This study establishes a model by drawing from key postulates and findings under information asymmetry to explain the formation of organization commitment and job self-efficacy. In the proposed model, organizational commitment and job self-efficacy are influenced indirectly by social support, knowledge creation, and information intensity via the mediation of decision-making quality and perceived opportunism. Knowledge creation is influenced directly by both social support and information intensity. Empirical testing of this model, by investigating personnel from firms in one of Taiwan's well-known industrial zones, confirms the applicability of information asymmetry in understanding employees’ organizational commitment and job self-efficacy. The test results indicate that all the model paths except one (linking perceived opportunism and job self-efficacy) are significant. Finally, the research provides managerial implications and limitations.
The issue of organizational commitment continues to receive attention from both practitioners and researchers in organizational behavior research (e.g., Avolio et al., 2004, Sturges et al., 2005 and van Knippenberg and Sleebos, 2006). Organizational commitment is seen as individuals’ attachment to or identification with their organization (Bartlett, 2002). Nevertheless, organizational commitment can be also considered an emotional response to a positive appraisal of the work environment (Testa, 2001). Such an emotional response may be viewed as an attachment, especially when the individuals believe strongly in the values and goals of an organization or display a strong desire to maintain their membership in the organization.

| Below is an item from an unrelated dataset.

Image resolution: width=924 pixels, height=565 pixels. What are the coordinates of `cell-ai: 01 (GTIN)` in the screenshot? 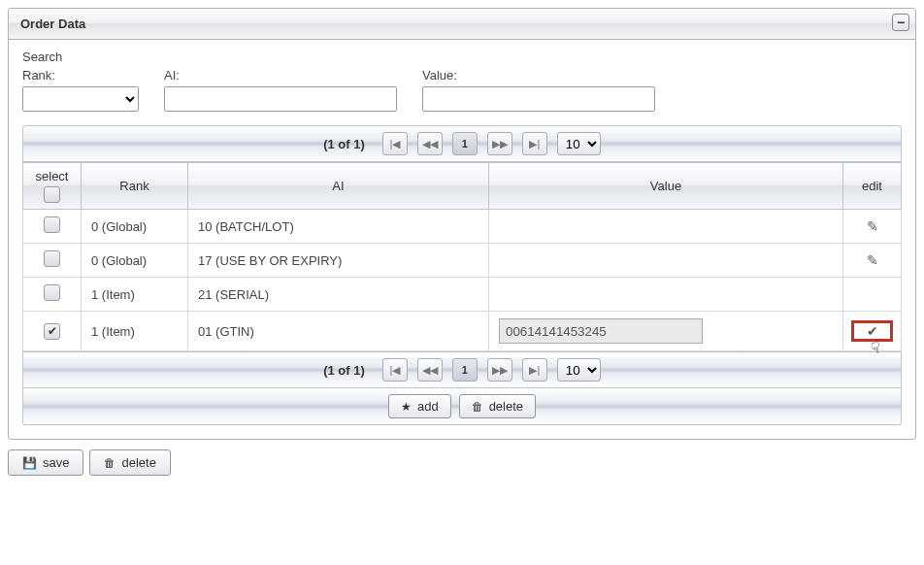 It's located at (339, 332).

In addition to organizational commitment, efficacy beliefs are another important issue in organizational behavior research. Self-efficacy perceptions, concerning self-regulatory behaviors, affect the goals people set, the strategies people choose, the effort people extend, and the perseverance people show (Bandura, 1991). Job self-efficacy of business organizational members is defined as employees’ judgments of their capabilities to organize and execute courses of action required to attain designated types of organizational performance (Mosley, Boyar, Carson, & Pearson, 2008). Job self-efficacy is as important as organizational commitment, because they are both critical to great performance (e.g., Lent, Brown, & Hackett, 1994). For example, previous research indicates that job self-efficacy is a cognitive self-appraisal of the ability to perform well in individuals’ job, and thus the job self-efficacy positively relates to psychological and physical health and job performance at the end of workers’ work terms (Lubbers, Loughlin, & Zweig, 2005).